"Murphy, it's uranium we want. We're not zoologists. The next time you go specimen chasing—"

"But it looked like a frog, Chief. I swear it did."

"You know damn well no froglike animal could hop around on red-hot rocks."

"I won't let him out of my sight this time, sir," said the miner at Murphy's heels.

"Thank you, Haines. He needs a nurse, but do what you can."

Five miners stepped out, each with a glance from Ellison which said as plain as words that he would walk beside them until they came back in again. The old man had so much quiet strength that he could split off simulacra of himself, and send them out through the airlock by just passing out advice. He moved like a living presence over the semi-molten Mercurian crust beside each of his men, fretting when a coupling slipped or mysterious stirrings caused the lads to look at one another with a wild surmise.

He knew that the merciless heat beating down did something to the scarred and cracked surface rocks which made them seem to buckle and split up into little leaping ghosts, and half his warnings were directed against "heat-devils" and other optical illusions.

When the last man had passed out he turned to me with a wry smile. "Dave, speaking as a psychiatrist, and without knowing for sure, I've a hunch there is too much tension inside of you."

The old man actually was a psychiatrist. You have to be pretty nearly everything to qualify as a Mercury run commander and Ellison's knowledge started with Aasen and ended with Zwolle. There were some gaps in between, but not many, and he frequently surprised me by pulling rabbits out of those.

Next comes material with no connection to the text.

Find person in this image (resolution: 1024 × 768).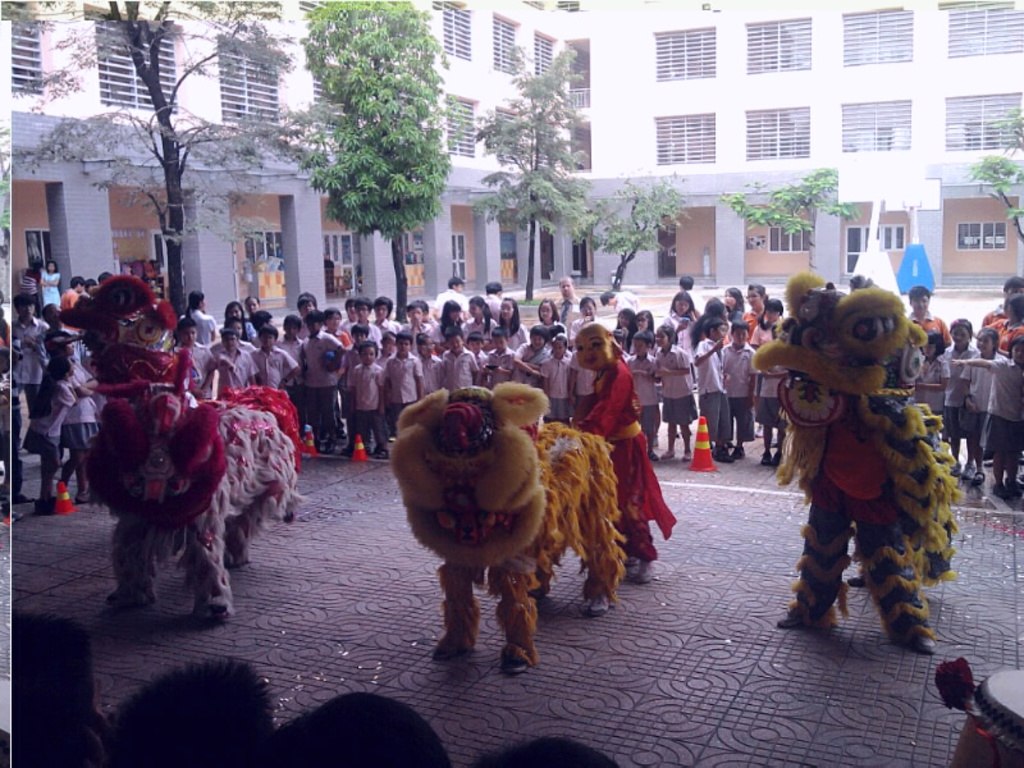
bbox(946, 325, 1005, 481).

We went down into the cuddy and the old man brought out some real smoky Scotch, and we had at least three while a strained look came into his face. One of these days someone is going to stop putting bulkhead chronometers in the cuddies of Mercury run spaceships. Men have to go out and Commanders have to wait, and if an officer can't get his mind off the seconds in a cuddy what chance has he of relaxing at all?